§ Prompt:
Among the records that follow, find the line with "You are a GUI" and the line with "In order to click". Set down those lines and all lines between them exactly, without adding anything.

Dataset items:
----

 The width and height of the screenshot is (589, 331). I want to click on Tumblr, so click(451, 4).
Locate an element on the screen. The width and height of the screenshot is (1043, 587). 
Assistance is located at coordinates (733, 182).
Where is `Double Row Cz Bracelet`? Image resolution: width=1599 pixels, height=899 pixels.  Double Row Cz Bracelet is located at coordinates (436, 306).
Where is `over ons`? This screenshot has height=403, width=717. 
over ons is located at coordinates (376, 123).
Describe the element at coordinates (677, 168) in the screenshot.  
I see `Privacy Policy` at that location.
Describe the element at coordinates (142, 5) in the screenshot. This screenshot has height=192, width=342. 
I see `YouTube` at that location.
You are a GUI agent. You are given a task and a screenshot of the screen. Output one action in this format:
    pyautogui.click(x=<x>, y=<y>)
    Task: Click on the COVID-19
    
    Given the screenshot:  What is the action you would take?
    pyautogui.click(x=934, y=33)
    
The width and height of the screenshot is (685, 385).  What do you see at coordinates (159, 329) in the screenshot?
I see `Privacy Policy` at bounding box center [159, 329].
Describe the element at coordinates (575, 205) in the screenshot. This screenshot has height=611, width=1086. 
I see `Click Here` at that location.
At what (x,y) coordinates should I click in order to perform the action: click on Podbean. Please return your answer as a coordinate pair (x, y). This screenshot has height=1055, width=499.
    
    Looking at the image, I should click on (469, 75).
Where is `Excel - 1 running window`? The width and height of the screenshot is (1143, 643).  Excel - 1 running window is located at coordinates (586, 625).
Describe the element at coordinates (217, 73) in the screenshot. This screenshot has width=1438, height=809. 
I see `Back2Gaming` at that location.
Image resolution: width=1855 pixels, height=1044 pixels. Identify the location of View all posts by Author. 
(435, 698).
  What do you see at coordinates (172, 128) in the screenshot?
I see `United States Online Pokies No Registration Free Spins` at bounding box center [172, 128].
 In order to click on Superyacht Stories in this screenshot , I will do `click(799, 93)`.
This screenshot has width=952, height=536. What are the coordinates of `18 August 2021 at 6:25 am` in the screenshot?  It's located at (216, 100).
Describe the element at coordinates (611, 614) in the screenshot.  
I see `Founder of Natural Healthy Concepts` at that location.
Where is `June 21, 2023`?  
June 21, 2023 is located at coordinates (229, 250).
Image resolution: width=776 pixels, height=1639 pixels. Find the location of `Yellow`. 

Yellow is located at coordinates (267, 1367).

----

§ Response for this exercise:
You are a GUI agent. You are given a task and a screenshot of the screen. Output one action in this format:
    pyautogui.click(x=<x>, y=<y>)
    Task: Click on the COVID-19
    
    Given the screenshot:  What is the action you would take?
    pyautogui.click(x=934, y=33)
    
The width and height of the screenshot is (685, 385).  What do you see at coordinates (159, 329) in the screenshot?
I see `Privacy Policy` at bounding box center [159, 329].
Describe the element at coordinates (575, 205) in the screenshot. This screenshot has height=611, width=1086. 
I see `Click Here` at that location.
At what (x,y) coordinates should I click in order to perform the action: click on Podbean. Please return your answer as a coordinate pair (x, y). This screenshot has height=1055, width=499.
    
    Looking at the image, I should click on (469, 75).
Where is `Excel - 1 running window`? The width and height of the screenshot is (1143, 643).  Excel - 1 running window is located at coordinates (586, 625).
Describe the element at coordinates (217, 73) in the screenshot. This screenshot has width=1438, height=809. 
I see `Back2Gaming` at that location.
Image resolution: width=1855 pixels, height=1044 pixels. Identify the location of View all posts by Author. 
(435, 698).
  What do you see at coordinates (172, 128) in the screenshot?
I see `United States Online Pokies No Registration Free Spins` at bounding box center [172, 128].
 In order to click on Superyacht Stories in this screenshot , I will do `click(799, 93)`.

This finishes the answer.